Matsuda was born Oct. 18, 1924, in Honolulu to Yoshio and Shimo Matsuda. He was a senior at McKinley High School when Pearl Harbor was bombed Dec. 7, 1941. Matsuda volunteered for the 442nd Regimental Combat Team’s 232nd Combat Engineer Company and eventually was assigned to the 291st Field Artillery Observation Battalion, an all-white battalion, serving in northern Germany and France.

After the war, Matsuda earned a bachelor’s degree in civil engineering from Rose Polytechnic Institute in Indiana in 1949, the same year he married his wife, whom he knew from high school. He received a doctorate from the Massachusetts Institute of Technology in structural engineering in 1952.

Returning to Hawaii, Matsuda co-founded the civil engineering firm SMS Engineering in 1955 and became a professor of civil engineering at UH, eventually being named department chairman.

In 1962, Gov. John A. Burns tapped Matsuda to serve as head of the Department of Transportation at the age of 38. He held that position for 10 years, overseeing rapid expansion of state highways, airports and harbors as Hawaii grew.

In 1973, Matsuda was asked by then-UH President Harlan Cleveland to return as vice president of business affairs. At age 49, he was appointed UH president by the Board of Regents in July 1974 and remains the only UH president of Asian descent in the school’s history.

Satoru Izutsu, who served as special assistant to Matsuda beginning in 1983, called him a mentor and patient listener who taught by example. “Of course he was precise because as an engineer he was really disciplined,” Izutsu said.

“His goal was to make the University of Hawaii an outstanding educational institution. He was proud of the entire university. He saw the big picture of where education really belonged or could participate in the development of Hawaii.”

The two began taking weekly tea ceremony lessons in 1984 and continued for 35 years. “It focuses on harmony, purity, respect and tranquility, and he really lived all of these precepts,” Izutsu said.

Matsuda’s former secretary Brenda Kanno credited his upbringing for much of his success as a leader.

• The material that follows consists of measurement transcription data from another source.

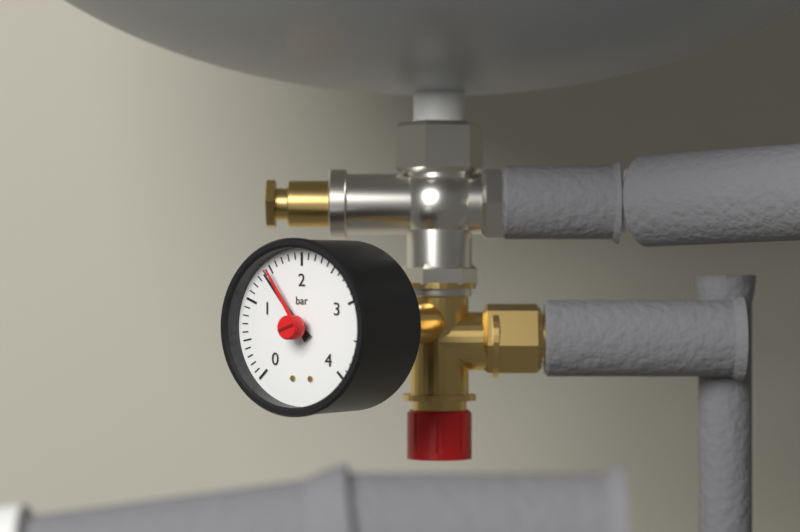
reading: 1.4 bar
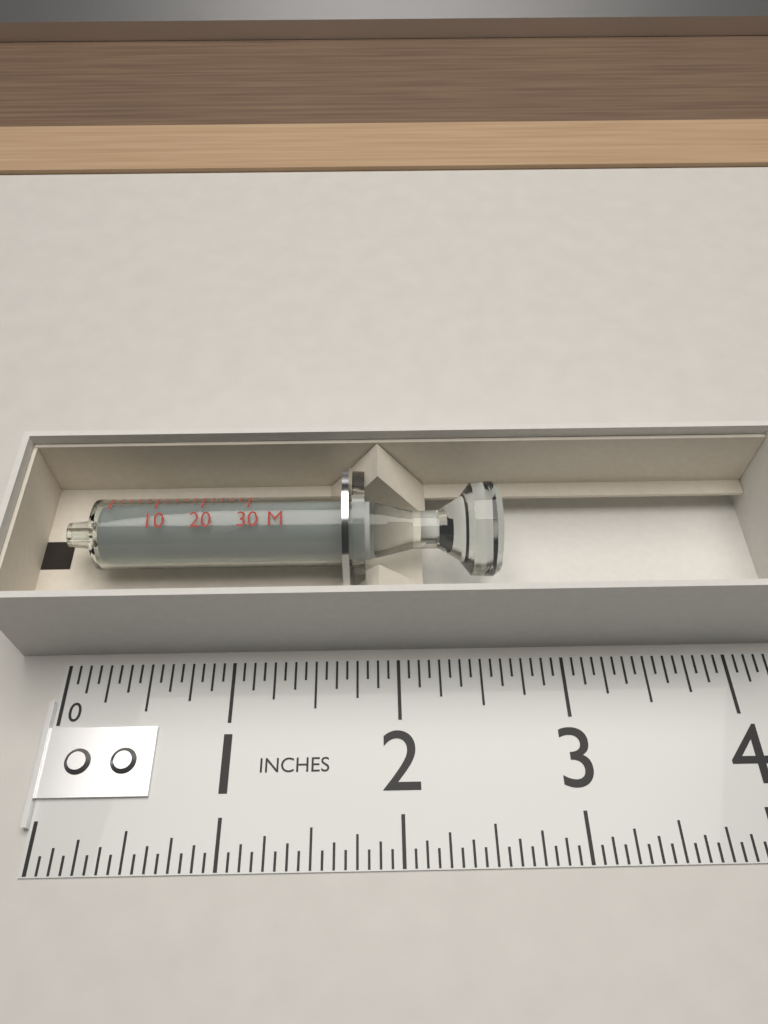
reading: 2.6250 in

“That generation grew up with different values; the work and personal ethics are very different from today,” she said. “People took care of each other back then. He always looked at issues from all perspectives and not just jump in to make a quick decision.

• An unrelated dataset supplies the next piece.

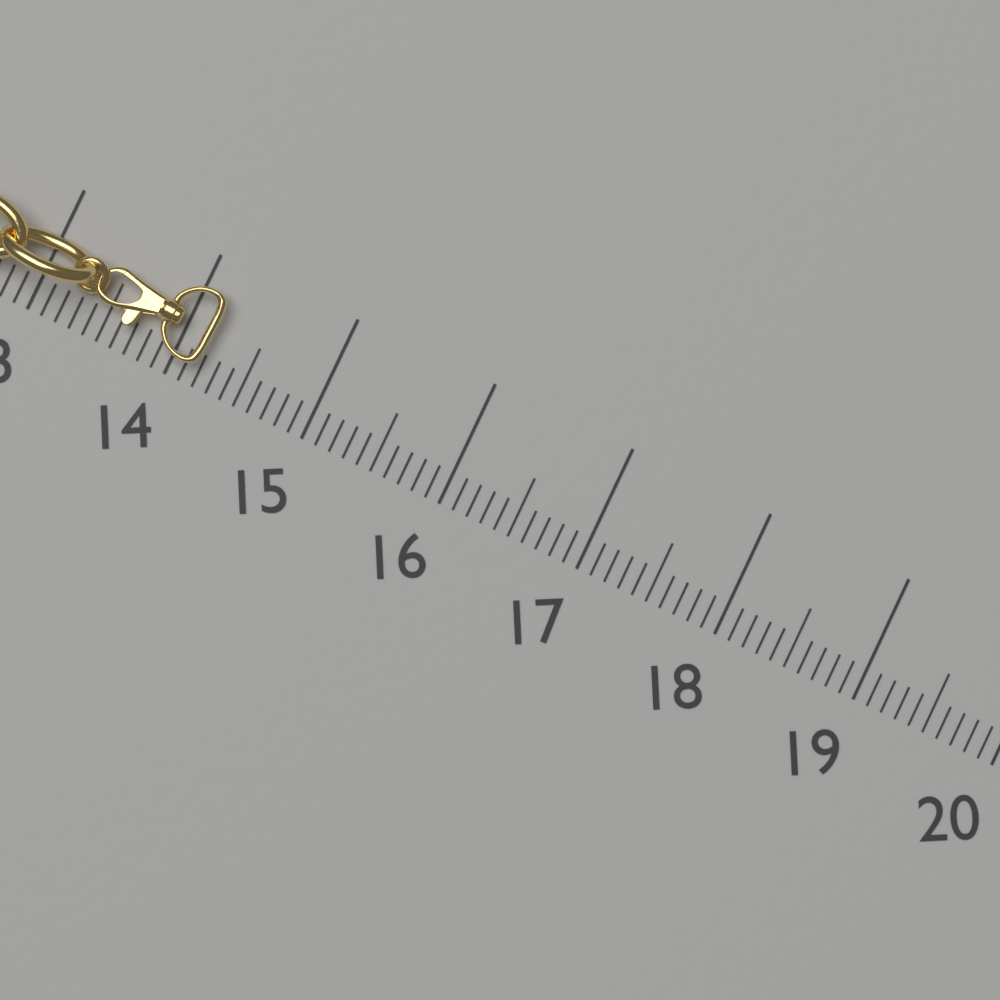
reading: 14.2 (no unit)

“He was an engineer. He got criticized for taking too long to make a decision, but that was because of his process of thinking and looking at issues from all sides. He also was very conscious of the other person’s feelings — basically treat everyone with the same courtesy and respect that you would expect for yourself.”

After stepping down as UH president, Matsuda served as executive director of the RCUH from 1984 to 1994 and helped form the Pacific International Center for High Technology Research, serving as its chairman. In 2003, he led a fundraising drive to raise $9 million to save the Japanese Cultural Center from having to sell its building, according to the UH release. A year later he was honored as a “Living Treasure” by the Honpa Hongwanji Mission of Hawai‘i.

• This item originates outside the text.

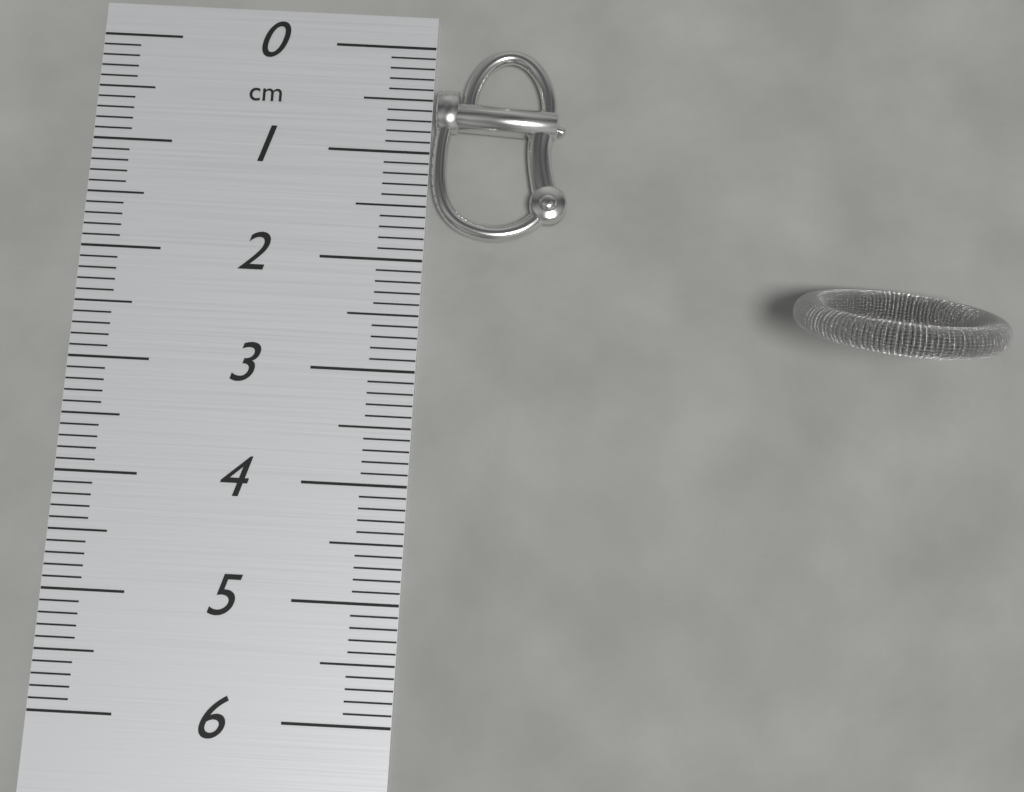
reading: 1.8 cm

Honolulu Community College’s Fujio Matsuda Technology Training and Education Center is named in his honor.

Despite Matsuda’s busy work life, Tom Matsuda said his father “enjoyed being a dad, being with his family, taking us out and doing things and having fun with us. He loved big family gatherings. He liked to sing, and growing up in Kakaako, he learned a lot of Hawaiian music.”

All his children followed in his footsteps, one way or another, with careers in education, public service or social justice, and one of his sons is an engineer.

Fujio Matsuda is also survived by sons Bailey and Richard; daughters Sherry, Joan and Ann; 14 grandchildren and seven great-grandchildren.

The family plans to hold a public memorial gathering when it is safe to do so. In lieu of gifts or flowers, the family requests donations to the Fujio and Amy Matsuda Scholarship Fund at the University of Hawaii Foundation.